The Easel

2nd November 2021

The Triumph of Rubens

When we think Rubens, we think sensual, fleshy bodies. Yet he was also a scholar and diplomat. An “all-encompassing interest” in the art of antiquity links what otherwise might seem divergent. He admired ancient sculptures and their buff bodies. Alluding to their mythologies in his own art made him seem learned, accomplished. But his exuberant re-working of those ideas makes his work truly his own, “part of his narrative, part of the expression that he’s bringing to these ideas.’

26th October 2021

Hans Holbein’s Portraits Defined—and Immortalized—Tudor England’s Elite

Holbein the Younger lived through the charged politics of the Protestant Reformation. As the leading painter in Henry VIII’s Tudor court, a balanced deference was required to both Church and State. His most famous works, portraits of the court’s members, are masterful character studies, full of symbolism and psychological insight. They were also a balancing act – flattery versus truth, professional identity versus the person. Says one writer, Holbein was a “political artist to the tip of his brush”.

Suzanne Valadon: Model, Painter, Rebel at the Barnes Foundation

In the late 19th century, artist’s models were not taken too seriously. Valadon overcame this prejudice – and her working-class background – to become a notable realist painter. Her modern appeal comes from her psychologically insightful portrayal of people – often women – as capable individuals, rather than passive figures. She revealed the domestic realm, says one critic, “beyond the expectations of bourgeois propriety … [an explorer] of interior space”.

Sword fights on canvas: Georges Mathieu at Perrotin and Nahmad Contemporary

Postwar European abstraction leaned toward the geometric which didn’t enthuse Mathieu. Visiting New York, he met Pollock and others who, like himself, were exploring gestural abstraction. Thus encouraged, Mathieu built his career on flamboyant gestural paintings, executed at top speed. A revealed liking for painting for an audience did not enhance his reputation. Neither does it diminish his role in pioneering a European expression of “testosterone-driven, postwar angst”.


WHAT THE TASK REQUIRES
Using the listing below, copy exactly each line from the one that has "Identify the location of a: Download." through the one that has "This screenshot has width=659, height=356."; omit the pictures.

DATA

•••

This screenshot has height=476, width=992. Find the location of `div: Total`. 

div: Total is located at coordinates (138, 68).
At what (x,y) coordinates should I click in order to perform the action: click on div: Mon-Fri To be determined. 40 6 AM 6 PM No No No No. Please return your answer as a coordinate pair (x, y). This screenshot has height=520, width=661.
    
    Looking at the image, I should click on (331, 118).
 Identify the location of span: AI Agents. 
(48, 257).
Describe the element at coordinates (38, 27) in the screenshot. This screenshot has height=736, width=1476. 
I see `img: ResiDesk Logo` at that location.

•••

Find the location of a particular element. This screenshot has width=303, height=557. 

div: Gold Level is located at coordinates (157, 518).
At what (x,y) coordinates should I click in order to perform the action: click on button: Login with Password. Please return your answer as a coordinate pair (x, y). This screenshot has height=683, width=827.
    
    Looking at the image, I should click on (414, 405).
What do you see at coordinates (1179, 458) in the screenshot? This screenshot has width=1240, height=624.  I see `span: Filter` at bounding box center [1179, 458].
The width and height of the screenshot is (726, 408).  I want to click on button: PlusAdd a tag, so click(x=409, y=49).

•••

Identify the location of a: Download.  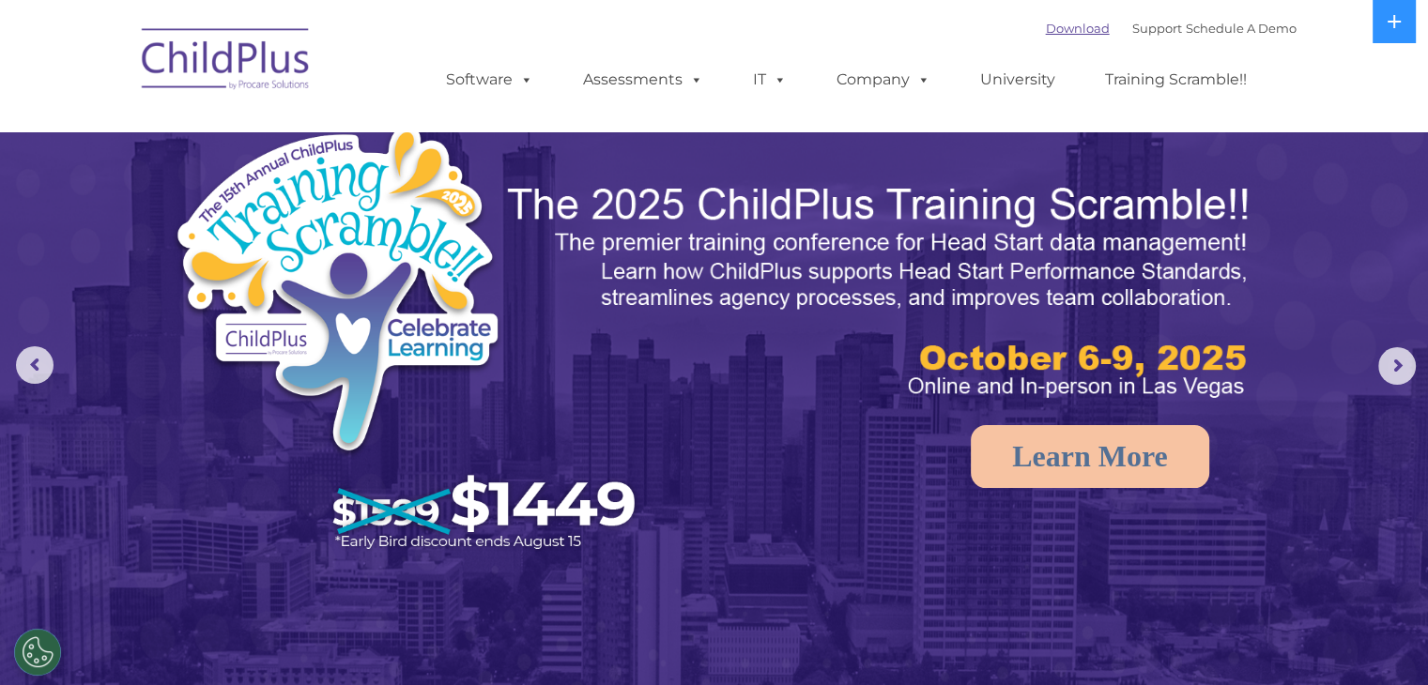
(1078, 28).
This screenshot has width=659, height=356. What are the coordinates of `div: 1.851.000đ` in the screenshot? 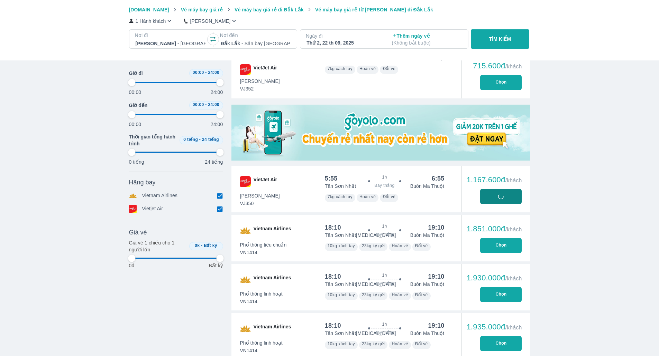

•••

WORKED SOLUTION
Identify the location of a: Download.  
(1078, 28).
This screenshot has width=659, height=356. What are the coordinates of `div: 1.851.000đ` in the screenshot? 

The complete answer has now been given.